The game’s tone rides a perilously thin line between gritty and grimdark, but at least in the demo, manages never to slip too far into self-seriousness. It’s laden with macabre jokes, often found in letters that dot the blasted landscape and the attempts of the mutants to figure out pre-war technology (“That’s a bomb, alright? They used to call it a boombox. Touch that red button and it goes boom.”). That’s not to say that Mutant Year Zero is always a barrel of laughs, though. It’s a post-apocalyptic game, after all, and it has no problem explicitly blaming human-caused climate change and nuclear war for that apocalypse. I was glad to see the game establish early that it wasn’t going to be pulling any punches, and I hope it keeps tackling these subjects head-on as it progresses.

Aside from a few minor quibbles with controls and enemy sightlines, I thoroughly enjoyed my time with Mutant Year Zero: Road to Eden, even replaying the demo a second time through.

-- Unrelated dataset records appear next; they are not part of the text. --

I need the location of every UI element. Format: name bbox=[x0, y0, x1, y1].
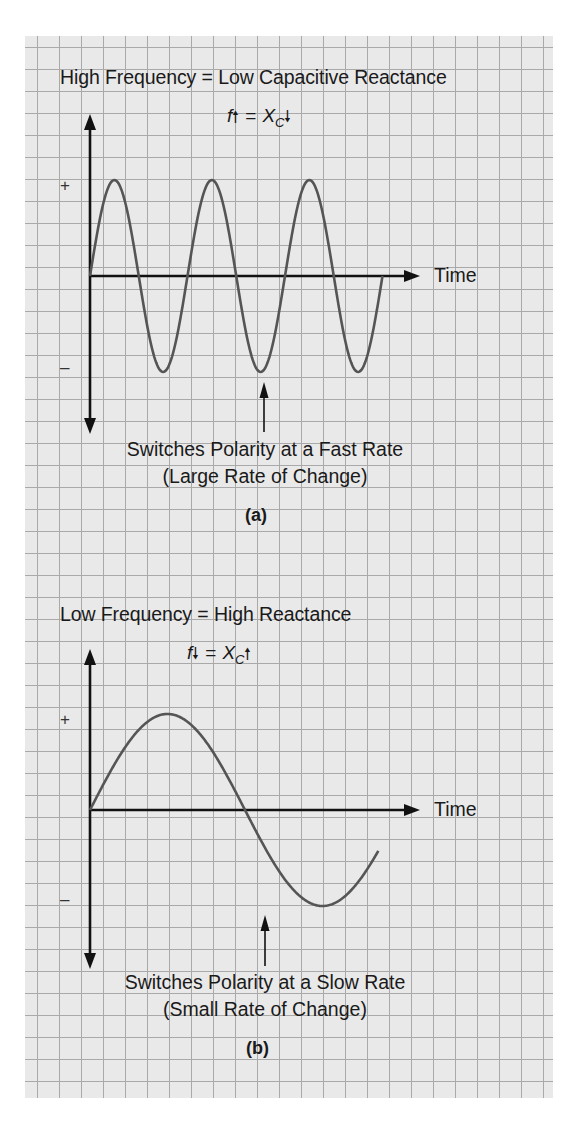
panel-a-formula: f🠕=XC🠗 bbox=[227, 105, 291, 132]
panel-b-title: Low Frequency = High Reactance bbox=[60, 603, 351, 626]
reactance-symbol: X bbox=[262, 105, 275, 126]
reactance-subscript: C bbox=[275, 115, 284, 130]
arrow-down-icon bbox=[84, 953, 96, 969]
panel-a-negative-marker: – bbox=[60, 358, 69, 378]
panel-b-axes bbox=[84, 649, 420, 969]
panel-a-time-label: Time bbox=[434, 264, 477, 287]
arrow-down-icon bbox=[84, 418, 96, 434]
waveform-diagrams bbox=[0, 0, 579, 1133]
panel-a-positive-marker: + bbox=[60, 176, 70, 196]
panel-b-annotation-line1: Switches Polarity at a Slow Rate bbox=[97, 971, 433, 994]
equals-sign: = bbox=[199, 642, 222, 663]
panel-b-negative-marker: – bbox=[60, 890, 69, 910]
panel-a-label: (a) bbox=[245, 505, 267, 526]
arrow-up-icon bbox=[260, 382, 269, 398]
panel-b-time-label: Time bbox=[434, 798, 477, 821]
reactance-subscript: C bbox=[235, 652, 244, 667]
arrow-up-icon: 🠕 bbox=[244, 645, 251, 662]
panel-b-annotation-arrow bbox=[261, 915, 270, 966]
panel-b-label: (b) bbox=[246, 1038, 269, 1059]
arrow-up-icon bbox=[84, 114, 96, 130]
arrow-up-icon bbox=[84, 649, 96, 665]
panel-b-formula: f🠗=XC🠕 bbox=[187, 642, 251, 669]
arrow-right-icon bbox=[404, 270, 420, 282]
arrow-right-icon bbox=[404, 804, 420, 816]
panel-a-annotation-line2: (Large Rate of Change) bbox=[99, 465, 431, 488]
panel-b-positive-marker: + bbox=[60, 710, 70, 730]
panel-a-title: High Frequency = Low Capacitive Reactanc… bbox=[60, 66, 447, 89]
arrow-down-icon: 🠗 bbox=[284, 108, 291, 125]
panel-a-axes bbox=[84, 114, 420, 434]
panel-a-annotation-arrow bbox=[260, 382, 269, 432]
reactance-symbol: X bbox=[222, 642, 235, 663]
panel-b-annotation-line2: (Small Rate of Change) bbox=[97, 998, 433, 1021]
panel-a-annotation-line1: Switches Polarity at a Fast Rate bbox=[99, 438, 431, 461]
equals-sign: = bbox=[239, 105, 262, 126]
arrow-up-icon bbox=[261, 915, 270, 931]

Its seamless melding of stealth and tactical action makes the world feel much more coherent than it does in most tactical games, and gives players who find the XCOMs of the world a little too frustrating a way to tackle the genre on their own terms. I’m eager to see what options this unique approach to tactical combat opens up and to guide my adorable animal friends on their murderous road trip through the ruins.

A committed indoor kid, Bryan moved from Pittsburgh to Los Angeles for a prettier landscape to ignore. They can be lured outside with promises of taco trucks and film festivals, and enjoy trawling through used book stores for works on the occult. Bryan has been gaming since the SNES era and is a sucker for good pixel art.